Content Meets Commerce Meets Food: Cooking Site Food52 Debuts New E-Commerce Shop, Provisions

Food52, a crowdsourced cooking website co-founded by former New York Times food editor Amanda Hesser and Merrill Stubbs, is today making the move into e-commerce with the launch of an online shop called Provisions. Here, Food52 visitors will be able to browse through and purchase a variety of products, organized into themed collections, like “Rooftop Party,” or “Freshly Picked: Plums,” for example.

Like many of the efforts in the new e-commerce landscape, including especially with fashion-focused sites like Refinery29, MonogramThrillist.comBureauofTrade.com, and others, Food52’s Provisions is centered around blurring the lines between content and commerce. What that means in the case of Provisions, is that the store is not a standalone website under a separate domain, but lives right underneath the main Food52.com roof. In addition, when users are browsing through the products for sale, beneath each item they’ll see photos and links to related materials elsewhere on Food52, including articles, how-to’s, and recipes.

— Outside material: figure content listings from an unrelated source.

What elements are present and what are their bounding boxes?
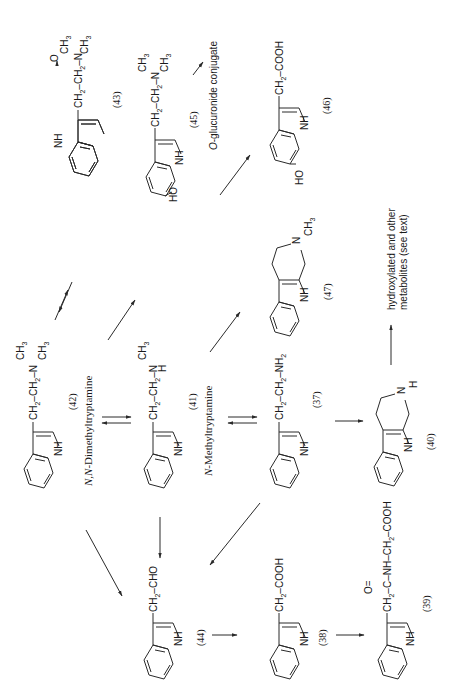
- compound-46: CH2–COOH NH HO (46): [270, 41, 333, 185]
- c43-chain: CH2–CH2–N: [73, 53, 86, 108]
- svg-text:hydroxylated and other: hydroxylated and other: [386, 208, 397, 310]
- compound-39: CH2–C–NH–CH2–COOH O= NH (39): [363, 501, 433, 679]
- compound-37: CH2–CH2–NH2 NH (37): [270, 354, 323, 488]
- c39-nh: NH: [405, 632, 416, 646]
- arrow-42-41-reversible: [102, 417, 131, 423]
- c45-chain: CH2–CH2–N: [150, 72, 163, 127]
- c47-methyl: CH3: [303, 218, 316, 236]
- compound-43: CH2–CH2–N NH O CH3 CH3 (43): [49, 36, 123, 176]
- c45-nh: NH: [174, 151, 185, 165]
- c41-number: (41): [187, 393, 199, 410]
- compound-47: N CH3 NH (47): [270, 218, 334, 336]
- arrow-42-to-45: [108, 300, 135, 340]
- arrow-42-to-44: [86, 530, 122, 596]
- arrow-42-43-reversible: [55, 282, 72, 320]
- c42-methyl-1: CH3: [15, 342, 28, 360]
- c44-nh: NH: [173, 632, 184, 646]
- c46-number: (46): [321, 97, 333, 114]
- arrow-45-to-glucuronide: [193, 62, 203, 75]
- c42-methyl-2: CH3: [37, 342, 50, 360]
- c45-methyl-1: CH3: [137, 54, 150, 72]
- c44-chain: CH2–CHO: [148, 566, 161, 612]
- c45-hydroxyl: HO: [168, 187, 179, 202]
- compound-44: CH2–CHO NH (44): [144, 566, 207, 679]
- c43-methyl-2: CH3: [79, 36, 92, 54]
- c39-number: (39): [421, 595, 433, 612]
- c38-nh: NH: [299, 632, 310, 646]
- svg-text:N,N-Dimethyltryptamine: N,N-Dimethyltryptamine: [82, 376, 94, 487]
- metabolic-pathway-diagram: CH2–CH2–N NH O CH3 CH3 (43) CH2–CH2–N CH…: [0, 0, 452, 687]
- nmt-name-label: N-Methyltryptamine: [202, 385, 214, 477]
- c46-chain: CH2–COOH: [274, 41, 287, 95]
- dmt-name-label: N,N-Dimethyltryptamine: [82, 376, 94, 487]
- c46-nh: NH: [299, 116, 310, 130]
- c43-number: (43): [111, 91, 123, 108]
- c45-number: (45): [188, 111, 200, 128]
- c40-nh: NH: [403, 438, 414, 452]
- c47-ring-n: N: [291, 237, 302, 244]
- c42-nh: NH: [53, 442, 64, 456]
- c42-chain: CH2–CH2–N: [28, 365, 41, 420]
- compound-42: CH2–CH2–N CH3 CH3 NH (42) N,N-Dimethyltr…: [15, 342, 94, 488]
- c47-nh: NH: [299, 288, 310, 302]
- compound-45: CH2–CH2–N CH3 CH3 NH HO (45): [137, 54, 200, 202]
- c41-nh-hydrogen: H: [157, 365, 168, 372]
- c40-ring-n: N: [396, 387, 407, 394]
- svg-text:N-Methyltryptamine: N-Methyltryptamine: [202, 385, 214, 477]
- c37-number: (37): [311, 391, 323, 408]
- c38-number: (38): [317, 629, 329, 646]
- c43-methyl-1: CH3: [59, 36, 72, 54]
- compound-41: CH2–CH2–N CH3 H NH (41) N-Methyltryptami…: [137, 342, 214, 488]
- c40-n-hydrogen: H: [408, 381, 419, 388]
- arrow-41-37-reversible: [228, 417, 257, 423]
- compound-40: N H NH (40): [374, 381, 437, 486]
- arrow-45-to-46: [220, 155, 250, 195]
- hydroxylated-metabolites-label: hydroxylated and other metabolites (see …: [386, 208, 409, 310]
- c37-chain: CH2–CH2–NH2: [274, 354, 287, 420]
- svg-text:O-glucuronide conjugate: O-glucuronide conjugate: [208, 41, 219, 150]
- c38-chain: CH2–COOH: [274, 558, 287, 612]
- c37-nh: NH: [299, 442, 310, 456]
- arrow-41-to-47: [210, 312, 240, 352]
- c44-number: (44): [195, 629, 207, 646]
- compound-38: CH2–COOH NH (38): [270, 558, 329, 679]
- c43-n-oxide-o: O: [49, 54, 60, 62]
- o-glucuronide-label: O-glucuronide conjugate: [208, 41, 219, 150]
- svg-text:metabolites (see text): metabolites (see text): [398, 214, 409, 310]
- c47-number: (47): [322, 283, 334, 300]
- c43-nh: NH: [53, 134, 64, 148]
- c46-hydroxyl: HO: [294, 170, 305, 185]
- c45-methyl-2: CH3: [159, 54, 172, 72]
- c41-chain: CH2–CH2–N: [148, 365, 161, 420]
- arrow-37-to-44: [210, 503, 260, 565]
- c39-carbonyl-o: O=: [363, 580, 374, 594]
- c40-number: (40): [425, 433, 437, 450]
- c42-number: (42): [67, 393, 79, 410]
- c41-nh: NH: [173, 442, 184, 456]
- c41-methyl: CH3: [137, 342, 150, 360]
- c39-chain: CH2–C–NH–CH2–COOH: [382, 501, 395, 612]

Explains Hesser, “if you wanted to make a cocktail, you might need a cocktail shaker, you might need a how-to on what kind of ice you need, how to crush it, or how to make a sugar syrup for your cocktail. You also may need glass tumblers to serve your cocktail in,” she says. All these suggestions – product and otherwise – will be shared not only beneath the item on the Provisions site, but in time, across the entirety of Food52.com.

Cocktail Shaker Screenshot

The website, for those unfamiliar, was founded back in 2009, with the goal of building up a community of those who are passionate about cooking, but not necessarily professionals. The site arrived at time when the food recipe space made it difficult, if not impossible, for new entrants to compete, as giants like Allrecipes.com dominated the market. Meanwhile, though there was a growing network of food bloggers emerging, individual blogs also found it hard to gain traction on their own.

What Hesser and co-founder Stubbs did, instead, was to give those voices a home through a combination of crowdsourcing and curation. “Our site has a strong tone, editorial voice and visual voice. We’ve proven that’s the key to making crowdsourcing effective and scalable,” says Hesser. The company funded the site through an advance from a book deal with Harper Collins, then later a seed round of $750,000 in funding in 2010. Earlier this year, Food52 announced a $2.75 million Series A, with the goal of funding its moves into e-commerce.

Hesser notes that Food52 has actually long since included an online storefront of sorts, however. But she says it was more of a placeholder – a signal to the community that this was an area they would eventually build out further. At first, the store would refer subscribers to other sites selling interesting products related to cooking, but not as an affiliate stream of revenue. Last year, Food52 began phase two, which involved experiments with offers tied to the site’s content. These offers ranged from ingredients to trips to Italy, to give you an idea. Then, over the past couple of weeks, Food52 launched Provisions into a private beta tested by tens of thousands of its more regular users, ahead of today’s public debut.

Collections on Provisions by Food52

At launch, Provisions includes around 100 products selected from over 30 merchants, and more will be added regularly through the addition of themed collections. As with the other content on the site itself, Food52 leaned on its community to build up its online shop as well. The company encouraged users to begin pinning their favorite products to Pinterest, and then the company curated those suggestions into what’s now the online storefront Provisions.

Users were incentivized for their efforts on Pinterest by winning the product, if it ended up being chosen for the shop. This is a similar model to what Food52 does to collect recipes – it runs weekly themed contests, where winning recipes are featured on the site, and winners receive some sort of product prize – like the OXO gift packages awarded at present. This model, aimed at encouraging regular pinning, will continue after Provisions’ launch, Hesser says.

Food52, of course, competes with a number of online cooking resources today, from recipe startups to big media-run online destinations. But the company has several sources of revenue, in addition to its new online store, to sustain it, including ads, partnerships with companies like Whole Foods, a paid iPad app, and various book deals (including its own upcoming imprint). The company doesn’t currently discuss revenue, as it’s still in the growth phase, but Hesser characterizes it as “financially sound.”

Visitors can now shop Provisions here.